• **Try it**:
An exact copy of the entries is required, excluding any pictures.

*** Extracted records ***

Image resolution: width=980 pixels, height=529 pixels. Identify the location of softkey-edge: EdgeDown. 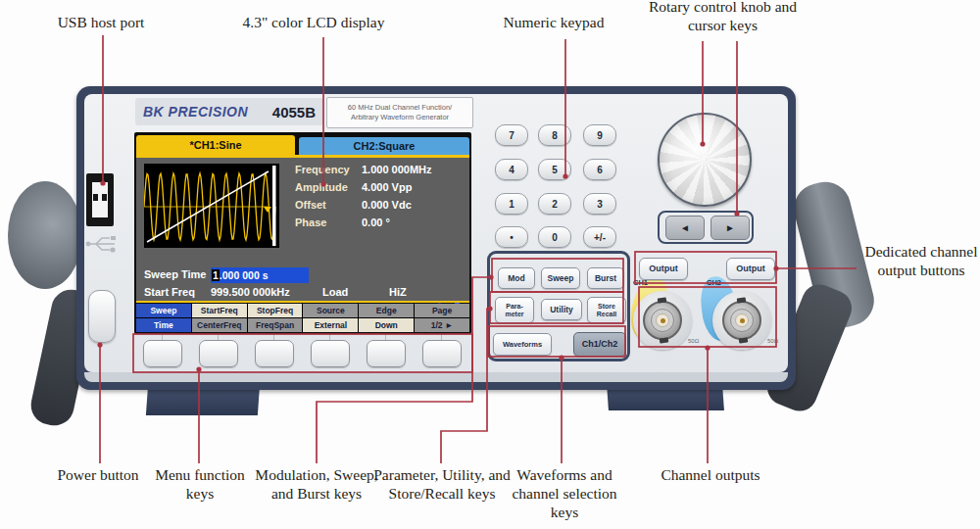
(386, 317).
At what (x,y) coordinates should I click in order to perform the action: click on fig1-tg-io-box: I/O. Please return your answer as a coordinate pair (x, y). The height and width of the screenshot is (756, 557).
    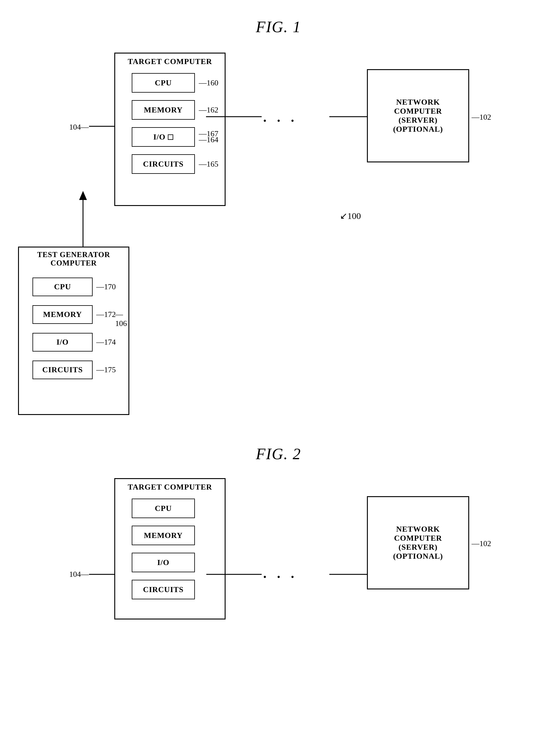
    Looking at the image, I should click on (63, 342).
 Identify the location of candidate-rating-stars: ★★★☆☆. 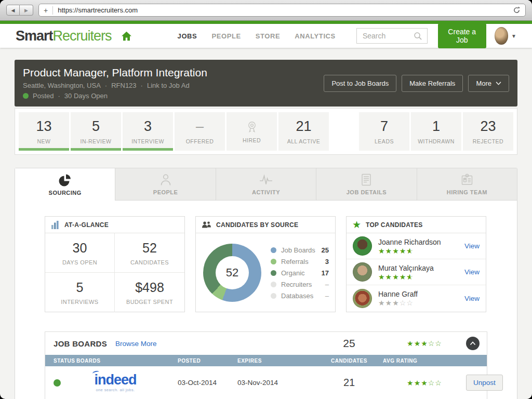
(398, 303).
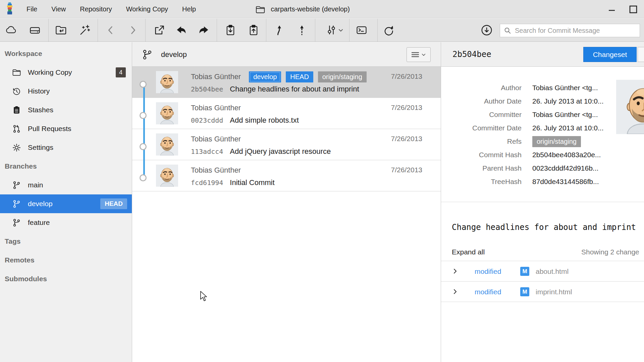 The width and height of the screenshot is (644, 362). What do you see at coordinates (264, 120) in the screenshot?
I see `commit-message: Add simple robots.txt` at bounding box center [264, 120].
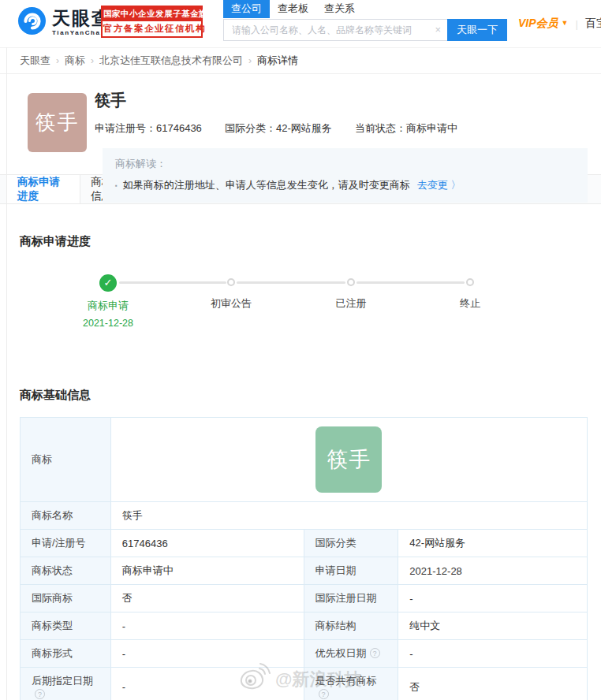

*** End of Extracted records ***

• **Answer to the exercise**:
Image resolution: width=980 pixels, height=529 pixels. Identify the location of softkey-edge: EdgeDown. 
(386, 317).
At what (x,y) coordinates should I click in order to perform the action: click on fig1-tg-io-box: I/O. Please return your answer as a coordinate pair (x, y). The height and width of the screenshot is (756, 557).
    Looking at the image, I should click on (63, 342).
 Identify the location of candidate-rating-stars: ★★★☆☆. 
(398, 303).
 The width and height of the screenshot is (644, 362). What do you see at coordinates (264, 120) in the screenshot?
I see `commit-message: Add simple robots.txt` at bounding box center [264, 120].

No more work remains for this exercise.